Today in History:

1220 Series I Volume XLVI-II Serial 96 - Appomattox Campaign Part II

Page 1220 N. AND SE. VA., W. VA., MD., AND PA. Chapter LVIII.

[Inclosure Numbers 6.] AUGUSTA, GA., February 7, 1865.

Colonel L. B. NORTHROP:

Shipments not allowed on South Carolina road. Sending stores to Washington. As I have no means to shipping I will reduce prices down to the schedule soon. Leave to-day for Washington to arrange warehouse room. Return here Wednesday. I have no idea that Lee's army can get anything from here.

R. J. MOSES,

Major and Chief Commissary of Subsistence for Georgia.

[Indorsement.]

SUBSISTENCE BUREAU,

February 13, 1865.

This paper is respectfully referred for the information of the Secretary of War, in connection with report of the Commissary-General of 9th instant.

L. B. NORTHROP,

Commissary-General of Subsistence.

[Inclosure Numbers 7.] OFFICE CHIEF COMMISSARY FOR ALABAMA, Mobile, January 25, 1865.

Colonel L. B. NORTHROP,

Commissary-General, Richmond, Va.:

COLONEL: On the 15th of December Major French dispatched me that the Secretary of War had authorized payment of local value for all supplies delivered before the 1st of February, and that money would be forwarded. On the authority of this dispatch I issued an appeal to the planters, urging immediate delivery of their surplus, promising that the first deliveries should be first paid, and stating that I had the highest official assurance that the funds would be promptly remitted. The appeal failed to produce any effect, because the people did not believe it. they no longer credit any promises made by Government officials, and I regret to say that that this effort only confirmed their incredulity, as the funds were not forwarded. I am fully aware that you have done all in your power to procure funds, and I dislike to annoy you on the subject, but the district commissaries urge the matter so strongly upon me that I again call your attention to the helpless condition in which we are placed for want of funds. To show how much we have lost in the past and how hopeless is the prospect for the future without funds, I make the following extract of a letter just received from Major Guy, at Montgomery:

Our present indebtedness is not less than $2,000,000. I am entirely destitute of credit, and therefore can procure nothing without money, as the fruitlessness of the recent appeal to the planters, as suggested by you, fully testifies, and I am now without a dollar for hospital or any other purposes; cannot even pay off the employed of the office, and believe that my receipts of stores in the last six months have been cut short, say, 200,000 pounds bacon, 1,5-00 head beeves, 10,000 bushels wheat, and other articles in proportion, to say nothing of 12,000 head pork hogs, which, I think, could have been procured for slaughter in the district if I had been furnished with money. The new bacon crop will be large, but cannot be controlled without money. There is now about $4,000,000 due on my requisitions for the two last quarters of 1864, and my estimate for the present quarter has not yet been acknowledged.


Page 1220 N. AND SE. VA., W. VA., MD., AND PA. Chapter LVIII.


*Your task:*
Please return every record exactly as written, leaving out the pictures.

*Saved entries:*
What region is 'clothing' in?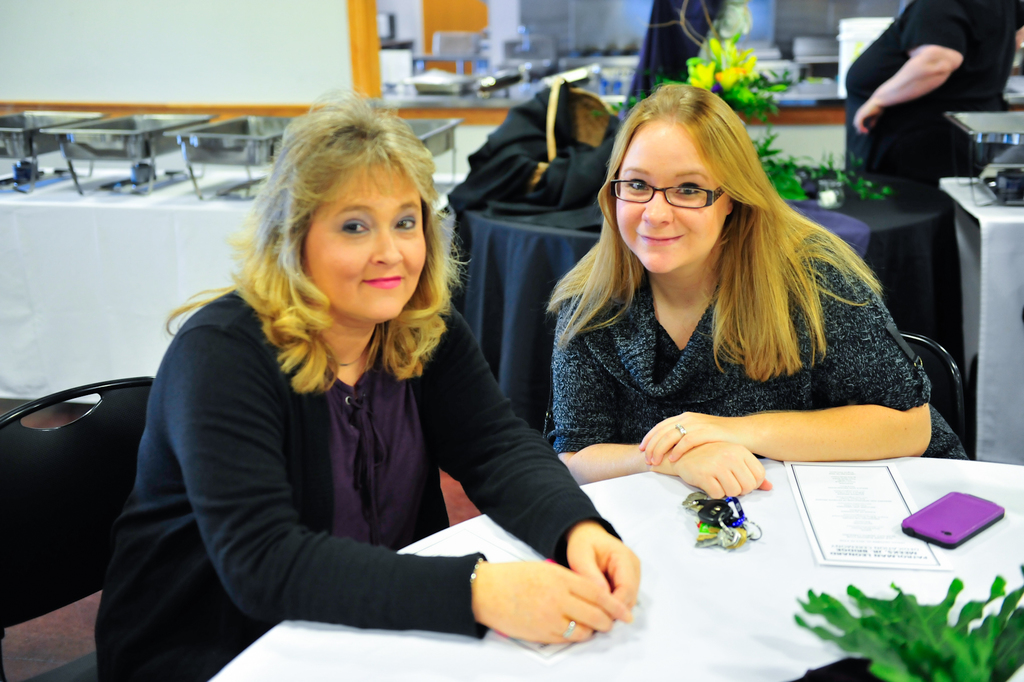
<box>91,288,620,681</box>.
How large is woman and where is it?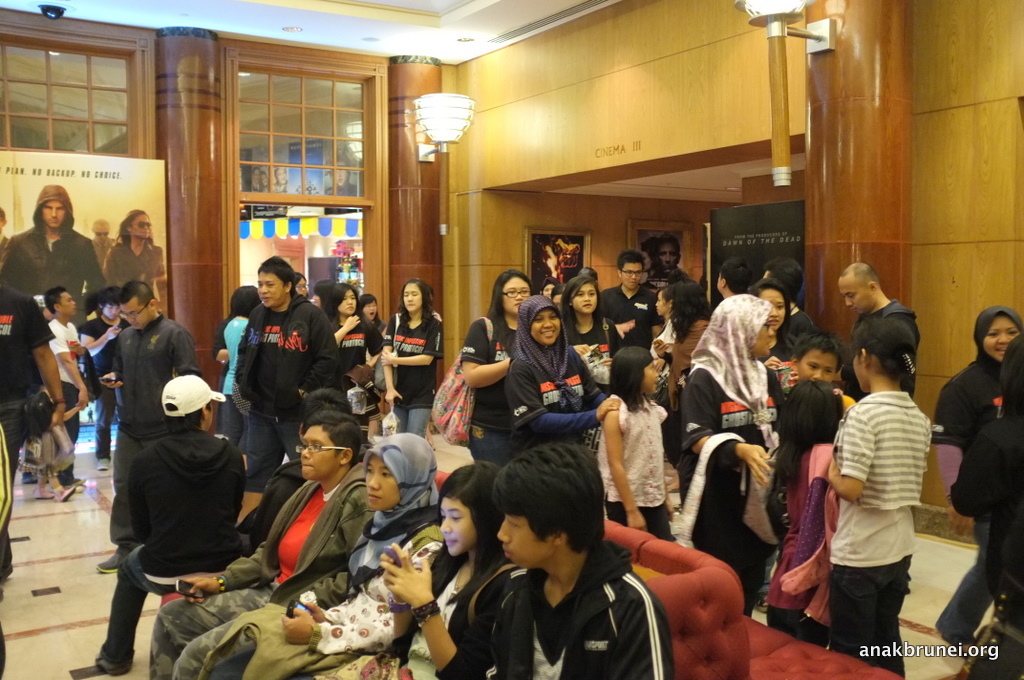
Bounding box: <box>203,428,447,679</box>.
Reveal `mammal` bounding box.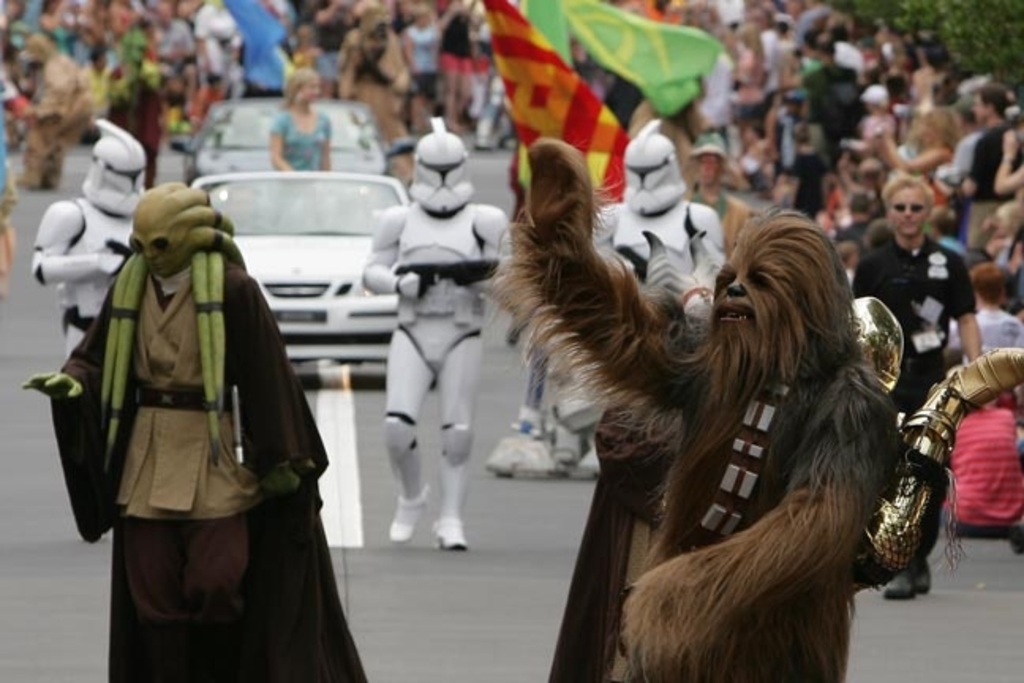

*Answer section:*
What region is 'clothing' in?
<box>91,288,620,681</box>.
How large is woman and where is it?
Bounding box: <box>203,428,447,679</box>.
Reveal `mammal` bounding box.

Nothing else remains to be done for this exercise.